Water supply , schools , universities , hospitals , old iconic markets , and Shia and Suni mosques – that’s what he chose .
History is written by winner . Taliban won’t win against West . But China – -Iran-Russia will . History will be rewritten the way British did from 1700.
Definitely before, yes …
though they had already been pretty much fucked over since Aurangzeb used them for artillery practice – must be something in the water there.
Water supply , schools , universities , hospitals , old iconic markets , and Shia and Suni mosques – that’s what he chose .
Not to mention more than a few wedding parties. I remember reading regular news about this first hand, then watched it slip just as suddenly down the proverbial memory hole.
Taliban won’t win against West.
They haven’t lost.

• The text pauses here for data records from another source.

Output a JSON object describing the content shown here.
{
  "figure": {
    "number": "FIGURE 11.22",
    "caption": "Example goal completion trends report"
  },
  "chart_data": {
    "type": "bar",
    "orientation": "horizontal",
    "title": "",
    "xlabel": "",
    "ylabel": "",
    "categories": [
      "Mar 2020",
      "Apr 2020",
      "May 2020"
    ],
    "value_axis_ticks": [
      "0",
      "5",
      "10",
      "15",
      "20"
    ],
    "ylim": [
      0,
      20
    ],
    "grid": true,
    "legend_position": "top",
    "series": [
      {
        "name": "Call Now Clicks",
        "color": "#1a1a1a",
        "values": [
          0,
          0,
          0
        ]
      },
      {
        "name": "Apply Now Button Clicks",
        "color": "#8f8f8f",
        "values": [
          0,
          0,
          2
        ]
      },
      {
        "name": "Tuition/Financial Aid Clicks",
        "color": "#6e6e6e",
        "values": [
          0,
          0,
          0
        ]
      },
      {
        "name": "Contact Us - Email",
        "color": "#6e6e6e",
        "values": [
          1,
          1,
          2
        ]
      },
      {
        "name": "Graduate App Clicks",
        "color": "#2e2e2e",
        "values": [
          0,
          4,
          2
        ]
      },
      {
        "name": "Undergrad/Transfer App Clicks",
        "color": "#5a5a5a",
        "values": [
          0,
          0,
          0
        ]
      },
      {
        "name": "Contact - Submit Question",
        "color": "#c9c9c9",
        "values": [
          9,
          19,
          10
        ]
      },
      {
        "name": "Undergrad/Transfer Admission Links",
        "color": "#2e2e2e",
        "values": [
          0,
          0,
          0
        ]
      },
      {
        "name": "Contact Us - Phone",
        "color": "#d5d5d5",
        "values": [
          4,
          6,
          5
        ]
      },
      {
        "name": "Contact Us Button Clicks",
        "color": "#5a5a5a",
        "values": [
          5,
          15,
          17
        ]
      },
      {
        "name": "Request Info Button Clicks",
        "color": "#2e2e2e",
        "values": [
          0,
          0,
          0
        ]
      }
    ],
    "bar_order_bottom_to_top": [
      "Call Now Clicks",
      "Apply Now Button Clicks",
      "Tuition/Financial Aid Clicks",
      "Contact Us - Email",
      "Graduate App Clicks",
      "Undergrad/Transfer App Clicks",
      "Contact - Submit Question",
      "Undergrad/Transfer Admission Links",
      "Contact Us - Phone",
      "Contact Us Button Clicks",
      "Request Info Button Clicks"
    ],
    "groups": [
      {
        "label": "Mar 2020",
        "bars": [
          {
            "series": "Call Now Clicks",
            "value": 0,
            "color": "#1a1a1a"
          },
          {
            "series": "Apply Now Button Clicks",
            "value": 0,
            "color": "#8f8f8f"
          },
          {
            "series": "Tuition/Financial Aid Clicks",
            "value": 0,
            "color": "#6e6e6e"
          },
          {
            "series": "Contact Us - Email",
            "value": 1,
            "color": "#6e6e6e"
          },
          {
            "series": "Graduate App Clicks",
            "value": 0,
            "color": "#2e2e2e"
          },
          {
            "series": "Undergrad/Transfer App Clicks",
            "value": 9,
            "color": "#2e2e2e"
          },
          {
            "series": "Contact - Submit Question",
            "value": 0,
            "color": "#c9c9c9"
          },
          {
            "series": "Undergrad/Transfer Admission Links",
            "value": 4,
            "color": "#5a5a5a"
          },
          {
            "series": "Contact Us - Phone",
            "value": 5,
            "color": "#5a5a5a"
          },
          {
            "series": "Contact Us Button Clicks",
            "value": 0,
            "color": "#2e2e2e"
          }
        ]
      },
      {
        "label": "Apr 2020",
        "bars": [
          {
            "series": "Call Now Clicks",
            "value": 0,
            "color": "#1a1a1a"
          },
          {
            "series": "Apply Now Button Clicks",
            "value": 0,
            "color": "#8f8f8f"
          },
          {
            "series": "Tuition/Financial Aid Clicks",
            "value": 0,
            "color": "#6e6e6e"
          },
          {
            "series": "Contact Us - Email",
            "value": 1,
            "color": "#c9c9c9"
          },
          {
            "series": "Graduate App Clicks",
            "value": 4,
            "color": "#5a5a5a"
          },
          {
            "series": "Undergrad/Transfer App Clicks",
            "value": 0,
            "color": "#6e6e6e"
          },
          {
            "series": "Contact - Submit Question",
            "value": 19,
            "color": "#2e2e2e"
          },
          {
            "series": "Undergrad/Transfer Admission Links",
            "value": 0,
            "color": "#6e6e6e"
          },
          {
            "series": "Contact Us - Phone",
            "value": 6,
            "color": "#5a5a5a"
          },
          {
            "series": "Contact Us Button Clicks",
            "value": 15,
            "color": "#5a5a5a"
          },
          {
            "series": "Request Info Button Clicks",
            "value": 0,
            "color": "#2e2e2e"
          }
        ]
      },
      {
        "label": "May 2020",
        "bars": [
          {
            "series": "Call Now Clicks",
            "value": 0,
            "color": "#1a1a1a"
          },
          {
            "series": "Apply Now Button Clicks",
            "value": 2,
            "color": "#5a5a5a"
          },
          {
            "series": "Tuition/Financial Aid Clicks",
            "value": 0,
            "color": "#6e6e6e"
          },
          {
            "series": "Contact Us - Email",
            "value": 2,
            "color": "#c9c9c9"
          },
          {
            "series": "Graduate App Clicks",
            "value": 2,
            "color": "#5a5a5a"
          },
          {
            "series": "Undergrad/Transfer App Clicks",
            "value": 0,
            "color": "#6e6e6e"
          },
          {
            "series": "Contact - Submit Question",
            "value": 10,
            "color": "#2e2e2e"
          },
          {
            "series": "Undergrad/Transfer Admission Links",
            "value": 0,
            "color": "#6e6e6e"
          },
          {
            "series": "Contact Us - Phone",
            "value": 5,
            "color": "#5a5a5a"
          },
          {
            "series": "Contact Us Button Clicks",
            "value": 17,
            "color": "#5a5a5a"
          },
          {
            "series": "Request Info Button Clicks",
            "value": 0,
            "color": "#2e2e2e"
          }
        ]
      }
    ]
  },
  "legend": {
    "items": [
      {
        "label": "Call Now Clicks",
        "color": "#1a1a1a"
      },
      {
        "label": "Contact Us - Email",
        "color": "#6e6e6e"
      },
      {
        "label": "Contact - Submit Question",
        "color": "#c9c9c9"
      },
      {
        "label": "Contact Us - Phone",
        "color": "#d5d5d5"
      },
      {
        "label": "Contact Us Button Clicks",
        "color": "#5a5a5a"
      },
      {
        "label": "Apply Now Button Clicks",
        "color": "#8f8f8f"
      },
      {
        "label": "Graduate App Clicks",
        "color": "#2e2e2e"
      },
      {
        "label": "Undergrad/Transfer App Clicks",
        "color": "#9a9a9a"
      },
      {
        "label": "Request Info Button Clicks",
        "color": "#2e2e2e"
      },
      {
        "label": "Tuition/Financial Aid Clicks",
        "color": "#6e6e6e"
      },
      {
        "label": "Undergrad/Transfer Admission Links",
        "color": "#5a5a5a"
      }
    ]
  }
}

I wouldn’t count them out.
I hope they try. Americans love that statue. The scales might fall from their eyes and they wouldn’t stand for it. And neither would Isis
I must agree. She became Our Lady of Open Borders about 50 years ago.
They will lose the information war – but they never lost militarily. Some of it using some of the same tactics they were taught by guess who??
Wherever the US brings freedom, there is always destruction, death, and strife, but never any freedom. Out of that, the worst is the destruction, because death and strife can be overcome through generations. But the destruction may include the destruction of thousand year old peoples and cultures, to be replaced with barbarism.
When the Taliban blew up those statues, I knew that Islam is an evil religion. And who is responsible for the existence of the Taliban?
Religious leaders throughout the world chorally declare,”The Taliban actually did what their religion says to do!” Nodding their heads, they go back to relentless fund raising.
Bhudda was a nobleman whose family owned slaves and was racist to the lower castes. Cancelled.
Not a lot comment over why they destroyed these statues, they destroyed it because other countries want to sanction and starve Afghanistan while mulling over stupid rock statues.
Rock statues cannot come over human’s lives, so cut the crap and blow them out.